Change Yourself Into Something You Love

I believe in hope. I believe that we are malleable. I know so much of our time is spent thinking somehow our bodies are changeable, but our thoughts, opinions and beliefs are not. I know that if we believe the future can be different and better than the present, we can take the steps now that allow for improvement.

 

Changing yourself is not just about you as one person. Changing yourself also means changing your organization, your interpersonal relationships, your peers.

Learning to love myself has been over two decades in the making. I spent long periods of my life trying to be what people wanted me to be rather than being who I wanted to be. I spent endless hours critiquing just about everything about myself…my intellect, my career choices, my image, my friendships and relationships with my family, my morality, my view on social norms – and so on. Extreme self-loathing coupled with depression brought me close to the edge more than once.

 

My journey to wellness is anchored in the idea of changing myself into something I love. Love does not mean absence of flaws. Love does not mean perfection. Love does not mean permanent happiness. Love is authentic acceptance.

 

Lessons I have learned that I want to share:

 

  • If you want to love yourself, surround yourself with people that love your faults, not love you in spite of them.

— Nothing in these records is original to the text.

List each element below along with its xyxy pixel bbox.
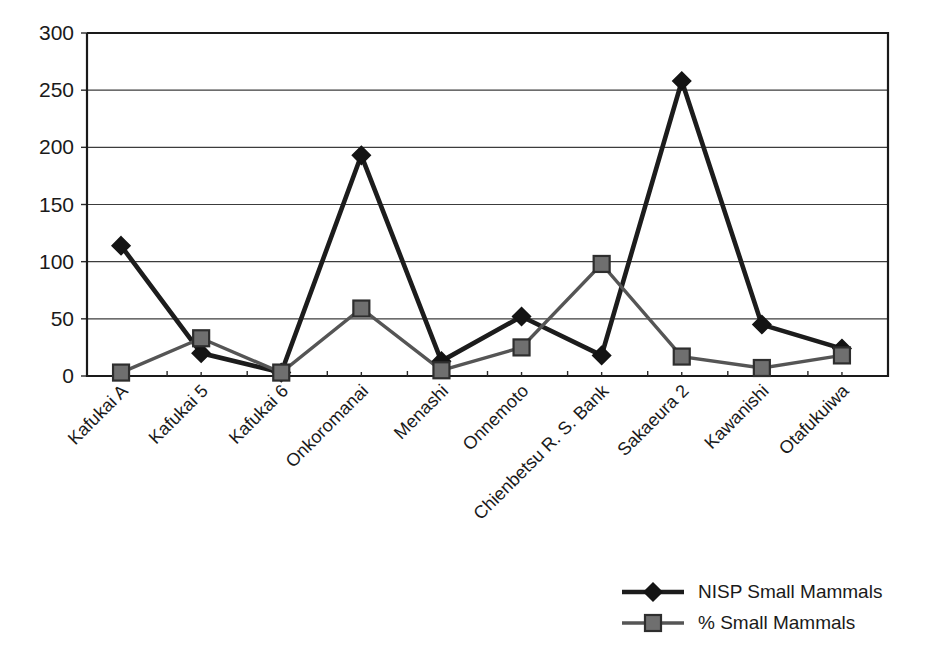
y-axis-tick-label: 200 [39,135,74,158]
data-point-marker [513,308,531,326]
y-axis-tick-label: 0 [62,364,74,387]
gridlines-group [87,90,888,319]
legend-label: % Small Mammals [698,612,855,633]
x-axis-tick-label: Otafukuiwa [775,380,854,459]
x-axis-tick-label: Onnemoto [459,381,533,455]
y-axis-tick-label: 50 [51,307,74,330]
y-axis-tick-label: 250 [39,78,74,101]
x-axis-tick-label: Onkoromanai [282,381,373,472]
data-point-marker [753,316,771,334]
data-point-marker [834,347,850,363]
series-line-1 [121,81,842,373]
x-axis-tick-label: Chienbetsu R. S. Bank [470,380,614,524]
data-point-marker [593,346,611,364]
x-axis-tick-label: Menashi [390,381,452,443]
x-axis-tick-label: Kafukai 5 [145,381,212,448]
y-axis-tick-label: 100 [39,250,74,273]
x-axis-tick-labels-group: Kafukai AKafukai 5Kafukai 6OnkoromanaiMe… [64,380,854,524]
chart-figure: 050100150200250300 Kafukai AKafukai 5Kaf… [0,0,942,647]
y-axis-tick-label: 150 [39,193,74,216]
data-point-marker [594,256,610,272]
x-axis-tick-label: Sakaeura 2 [613,381,692,460]
line-chart: 050100150200250300 Kafukai AKafukai 5Kaf… [0,0,942,647]
diamond-marker-icon [644,583,662,601]
x-axis-tick-label: Kafukai A [64,381,132,449]
square-marker-icon [645,615,661,631]
data-point-marker [113,365,129,381]
data-point-marker [514,339,530,355]
data-point-marker [353,301,369,317]
legend-label: NISP Small Mammals [698,581,882,602]
data-point-marker [273,365,289,381]
x-axis-tick-label: Kawanishi [701,381,773,453]
data-point-marker [193,330,209,346]
data-point-marker [673,72,691,90]
data-point-marker [754,360,770,376]
data-point-marker [352,146,370,164]
chart-legend: NISP Small Mammals% Small Mammals [622,581,882,633]
data-point-marker [674,349,690,365]
data-point-marker [433,362,449,378]
y-axis-tick-label: 300 [39,21,74,44]
y-axis-tick-labels-group: 050100150200250300 [39,21,74,387]
x-axis-tick-label: Kafukai 6 [225,381,292,448]
series-layer [112,72,851,382]
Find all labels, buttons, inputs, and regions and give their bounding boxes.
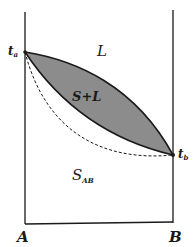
tb-label: tb: [178, 147, 189, 162]
bottom-axis: [25, 222, 173, 224]
component-a-label: A: [15, 228, 29, 246]
tb-point: [171, 153, 175, 157]
ta-label: ta: [8, 44, 19, 59]
phase-diagram: ta tb L S+L SAB A B: [0, 0, 196, 247]
component-b-label: B: [168, 228, 182, 246]
solid-region-label: SAB: [72, 166, 94, 185]
ta-point: [23, 50, 27, 54]
two-phase-region-label: S+L: [72, 89, 101, 104]
liquid-region-label: L: [96, 42, 107, 60]
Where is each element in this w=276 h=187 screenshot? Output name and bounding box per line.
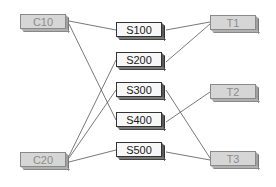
node-c20: C20 <box>20 152 66 167</box>
edge-s200-t1 <box>166 24 210 62</box>
edge-s500-t3 <box>166 152 210 160</box>
node-label: T3 <box>210 151 256 166</box>
node-s100: S100 <box>116 22 162 37</box>
node-c10: C10 <box>20 14 66 29</box>
edge-s100-t1 <box>166 22 210 30</box>
edge-c20-s500 <box>69 150 116 162</box>
edge-c20-s300 <box>69 90 116 158</box>
node-s500: S500 <box>116 142 162 157</box>
edge-c20-s200 <box>69 60 116 156</box>
node-s400: S400 <box>116 112 162 127</box>
node-label: T2 <box>210 84 256 99</box>
node-t2: T2 <box>210 84 256 99</box>
node-label: T1 <box>210 15 256 30</box>
edge-s300-t3 <box>166 90 210 158</box>
node-label: S200 <box>116 52 162 67</box>
node-label: C10 <box>20 14 66 29</box>
node-label: C20 <box>20 152 66 167</box>
node-label: S300 <box>116 82 162 97</box>
node-s200: S200 <box>116 52 162 67</box>
node-t3: T3 <box>210 151 256 166</box>
edge-c10-s400 <box>69 24 116 120</box>
edge-c10-s100 <box>69 21 116 30</box>
node-label: S400 <box>116 112 162 127</box>
node-label: S100 <box>116 22 162 37</box>
node-s300: S300 <box>116 82 162 97</box>
edge-s400-t2 <box>166 92 210 122</box>
node-label: S500 <box>116 142 162 157</box>
node-t1: T1 <box>210 15 256 30</box>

Loving yourself does not mean being imperfect.

  • Grieve the loss of the old you when you start to change. That is who you were, not who you are or are going to become.

  • Forgive yourself for being imperfect.

  • Name the changes you want to see in yourself, to yourself. Hold yourself accountable to a timeline to make movements on those choices.

  • You can change yourself into something you love. It does not happen overnight. And coming to love yourself often means stretches of being unhappy. Paradoxical, but true.

  • Only you can change yourself into something you love. No one else will do that for you. No one else knows how to make you the person you love.

  • Avoid arrogance and conceit. Loving yourself requires being vulnerable and open. It does not mean you are the best at anything or everything.

  • Be sensitive to the critiques of others. I have learned that much of what frustrates me in others are things that I know or once knew to be true in who I am – even if they way they were manifest was different.

  • We are all afraid of rejection. Don’t be surprised if you reject yourself too. Then deliberately – even when painful – accept yourself.

  • Regardless of life circumstance, traumatic events, history, we all have the ability to recover – if we allow ourselves to regain control and find meaning to what has happened. This is not always a journey completed alone. But one of the ways in which changing yourself into something you love is helpful, is the ability to find new meaning in who you are, your resiliencies, and your remarkable ability to adapt.

  • Changing yourself into something you love means confronting some of the harm you have done to others in the past and learning when and how to ask for forgiveness. Loving myself, I have quipped, means accepting that I am a recovering asshole.

  • Don’t apologize for your world view. Don’t apologize for your values and beliefs. Don’t apologize for your morals. Loving yourself is an unapologetic exercise in being who you are and need to be, not subscribing to what others try to tell you to be.